Americans' concerns about moral decline

Rakesh Bhandari bhandari at phoenix.Princeton.EDU
Sun Jun 27 19:20:04 PDT 1999


> Last week I read an
>essay by Homi Bhabha where he mentioned that the "Indian historian Veena
>Das demands a historiography of the subaltern that displaces the paradigm
>of social actions as defined by primarily by rational action" (in
>"Postcolonial Authority and Postmodern Guilt") Sounds intriguing --
>anyone know of any works by the subaltern studies writers that fits the
>questions being asked here?

Adam,

The Subaltern School's Founder Ranajit Guha has long argued that historians have played little attention to the religious consciousness of rebellious peasants ( see Selected Subaltern Studies, ed. Guha and Gayatri Spivak); there has been some criticism that the rebellions that subalternists may ascribe to spontaneous religious consciousness were actually inspired, if not organized, by self conscious leftist political parties. Irfan Habib and Bipan Chandra are likely to have voiced such criticism.

It has been told to me that a comparison of Bhaba and Michael Taussig on the question of mimicry in a colonial context is illuminating.

After having skimmed a couple of seemingly profound books, Elizabeth M Baeten The Magic Mirror: Myth's Abiding Power and Jon Krois' biography of Ernst Cassirer, I must say that what seems crucial for our discussion here is this philosopher's attempt to understand how the worse forms of barbaric political activity ("hero worship, highly ritualized activity, incantatory slogans, stylized images, and symbols evolking massive displays of raw emotion") would prove unassailable to reason. It is Cassirer's struggle over the return of seemingly anachronistic mythic thought, the structure of which he elaborated in the greatest detail, that seems to be a good stepping off point for this discussion.

Baeten also compares Cassirer to Roland Barthes. About the latter she writes:

"The mechanics of mythmaking are quite specific in Barthes' model. Myth is the elision of the historically determined and determinable character of the motivated signified in a second order semiological system or metalanguage." p.104

She walks the reader through Barthes' Mythologies before this pithy formulation (which I do not understand presently but it seems very interesting, no?), and then compares Barthes to Cassirer. But I only read the first 90 pages of the book when I was trying to get a handle on Cassirer's analysis of the mythic structure of race ideology as discussed in his book *The Myth of the State*.

I know Chuck G has read Cassirer based on some very stimulating messages he sent to LBO-Talk when it was still young. I have not done a study of Cassirer. Baeten's book is helpful--at least the first chapters that I read.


◆ TASK REQUIREMENTS
Could you retype all of the entries below word for word?

━━━ RECORDS TO PROCESS

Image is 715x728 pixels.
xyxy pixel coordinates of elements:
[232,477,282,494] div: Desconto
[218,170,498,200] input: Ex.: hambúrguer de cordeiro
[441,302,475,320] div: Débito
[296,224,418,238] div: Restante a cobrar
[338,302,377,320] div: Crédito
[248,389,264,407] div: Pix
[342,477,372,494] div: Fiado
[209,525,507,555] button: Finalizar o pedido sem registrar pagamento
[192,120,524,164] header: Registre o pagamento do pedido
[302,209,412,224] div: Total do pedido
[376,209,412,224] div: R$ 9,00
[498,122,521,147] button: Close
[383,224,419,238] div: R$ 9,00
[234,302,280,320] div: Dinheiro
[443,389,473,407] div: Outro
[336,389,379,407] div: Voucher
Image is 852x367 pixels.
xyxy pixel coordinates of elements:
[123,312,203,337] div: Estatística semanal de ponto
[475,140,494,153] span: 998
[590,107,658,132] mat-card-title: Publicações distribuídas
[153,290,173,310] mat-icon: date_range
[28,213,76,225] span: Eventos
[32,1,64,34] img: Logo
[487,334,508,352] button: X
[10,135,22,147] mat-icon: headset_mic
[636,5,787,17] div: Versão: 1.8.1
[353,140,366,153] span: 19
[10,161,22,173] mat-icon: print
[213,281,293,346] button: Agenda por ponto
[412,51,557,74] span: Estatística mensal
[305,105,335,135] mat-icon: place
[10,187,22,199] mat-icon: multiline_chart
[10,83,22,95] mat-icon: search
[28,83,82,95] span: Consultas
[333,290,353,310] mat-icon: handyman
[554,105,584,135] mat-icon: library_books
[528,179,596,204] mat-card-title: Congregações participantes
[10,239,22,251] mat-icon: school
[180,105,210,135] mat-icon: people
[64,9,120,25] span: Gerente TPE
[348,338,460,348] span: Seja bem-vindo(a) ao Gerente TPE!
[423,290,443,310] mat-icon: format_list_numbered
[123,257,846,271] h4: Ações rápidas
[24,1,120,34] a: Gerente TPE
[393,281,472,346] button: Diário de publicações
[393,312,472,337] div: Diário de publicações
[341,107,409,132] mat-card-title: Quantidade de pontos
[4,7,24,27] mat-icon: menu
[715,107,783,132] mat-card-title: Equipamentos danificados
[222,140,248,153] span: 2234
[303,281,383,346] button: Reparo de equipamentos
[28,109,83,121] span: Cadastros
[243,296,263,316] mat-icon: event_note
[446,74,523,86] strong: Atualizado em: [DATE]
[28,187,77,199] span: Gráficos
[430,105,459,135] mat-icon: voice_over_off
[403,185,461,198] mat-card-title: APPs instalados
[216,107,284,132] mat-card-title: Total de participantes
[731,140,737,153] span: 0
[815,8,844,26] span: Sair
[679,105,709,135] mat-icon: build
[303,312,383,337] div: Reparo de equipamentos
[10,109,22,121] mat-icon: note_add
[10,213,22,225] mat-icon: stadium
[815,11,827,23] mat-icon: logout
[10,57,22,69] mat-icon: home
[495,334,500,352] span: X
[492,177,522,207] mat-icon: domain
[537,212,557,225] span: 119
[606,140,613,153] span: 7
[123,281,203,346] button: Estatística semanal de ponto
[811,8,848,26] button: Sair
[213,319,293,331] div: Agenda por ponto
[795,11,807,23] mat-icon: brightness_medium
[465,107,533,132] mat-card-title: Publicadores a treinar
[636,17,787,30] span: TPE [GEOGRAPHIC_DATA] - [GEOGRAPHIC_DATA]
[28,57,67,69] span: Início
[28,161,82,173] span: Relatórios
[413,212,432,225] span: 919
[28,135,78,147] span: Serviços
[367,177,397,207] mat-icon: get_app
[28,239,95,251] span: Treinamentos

━━━━━━

◆ SOLUTION FOR THIS TASK
Image is 715x728 pixels.
xyxy pixel coordinates of elements:
[232,477,282,494] div: Desconto
[218,170,498,200] input: Ex.: hambúrguer de cordeiro
[441,302,475,320] div: Débito
[296,224,418,238] div: Restante a cobrar
[338,302,377,320] div: Crédito
[248,389,264,407] div: Pix
[342,477,372,494] div: Fiado
[209,525,507,555] button: Finalizar o pedido sem registrar pagamento
[192,120,524,164] header: Registre o pagamento do pedido
[302,209,412,224] div: Total do pedido
[376,209,412,224] div: R$ 9,00
[498,122,521,147] button: Close
[383,224,419,238] div: R$ 9,00
[234,302,280,320] div: Dinheiro
[443,389,473,407] div: Outro
[336,389,379,407] div: Voucher
Image is 852x367 pixels.
xyxy pixel coordinates of elements:
[123,312,203,337] div: Estatística semanal de ponto
[475,140,494,153] span: 998
[590,107,658,132] mat-card-title: Publicações distribuídas
[153,290,173,310] mat-icon: date_range
[28,213,76,225] span: Eventos
[32,1,64,34] img: Logo
[487,334,508,352] button: X
[10,135,22,147] mat-icon: headset_mic
[636,5,787,17] div: Versão: 1.8.1
[353,140,366,153] span: 19
[10,161,22,173] mat-icon: print
[213,281,293,346] button: Agenda por ponto
[412,51,557,74] span: Estatística mensal
[305,105,335,135] mat-icon: place
[10,187,22,199] mat-icon: multiline_chart
[10,83,22,95] mat-icon: search
[28,83,82,95] span: Consultas
[333,290,353,310] mat-icon: handyman
[554,105,584,135] mat-icon: library_books
[528,179,596,204] mat-card-title: Congregações participantes
[10,239,22,251] mat-icon: school
[180,105,210,135] mat-icon: people
[64,9,120,25] span: Gerente TPE
[348,338,460,348] span: Seja bem-vindo(a) ao Gerente TPE!
[423,290,443,310] mat-icon: format_list_numbered
[123,257,846,271] h4: Ações rápidas
[24,1,120,34] a: Gerente TPE
[393,281,472,346] button: Diário de publicações
[393,312,472,337] div: Diário de publicações
[341,107,409,132] mat-card-title: Quantidade de pontos
[4,7,24,27] mat-icon: menu
[715,107,783,132] mat-card-title: Equipamentos danificados
[222,140,248,153] span: 2234
[303,281,383,346] button: Reparo de equipamentos
[28,109,83,121] span: Cadastros
[243,296,263,316] mat-icon: event_note
[446,74,523,86] strong: Atualizado em: [DATE]
[28,187,77,199] span: Gráficos
[430,105,459,135] mat-icon: voice_over_off
[403,185,461,198] mat-card-title: APPs instalados
[216,107,284,132] mat-card-title: Total de participantes
[731,140,737,153] span: 0
[815,8,844,26] span: Sair
[679,105,709,135] mat-icon: build
[303,312,383,337] div: Reparo de equipamentos
[10,109,22,121] mat-icon: note_add
[10,213,22,225] mat-icon: stadium
[815,11,827,23] mat-icon: logout
[10,57,22,69] mat-icon: home
[495,334,500,352] span: X
[492,177,522,207] mat-icon: domain
[537,212,557,225] span: 119
[606,140,613,153] span: 7
[123,281,203,346] button: Estatística semanal de ponto
[811,8,848,26] button: Sair
[213,319,293,331] div: Agenda por ponto
[795,11,807,23] mat-icon: brightness_medium
[465,107,533,132] mat-card-title: Publicadores a treinar
[636,17,787,30] span: TPE [GEOGRAPHIC_DATA] - [GEOGRAPHIC_DATA]
[28,57,67,69] span: Início
[28,161,82,173] span: Relatórios
[413,212,432,225] span: 919
[28,135,78,147] span: Serviços
[367,177,397,207] mat-icon: get_app
[28,239,95,251] span: Treinamentos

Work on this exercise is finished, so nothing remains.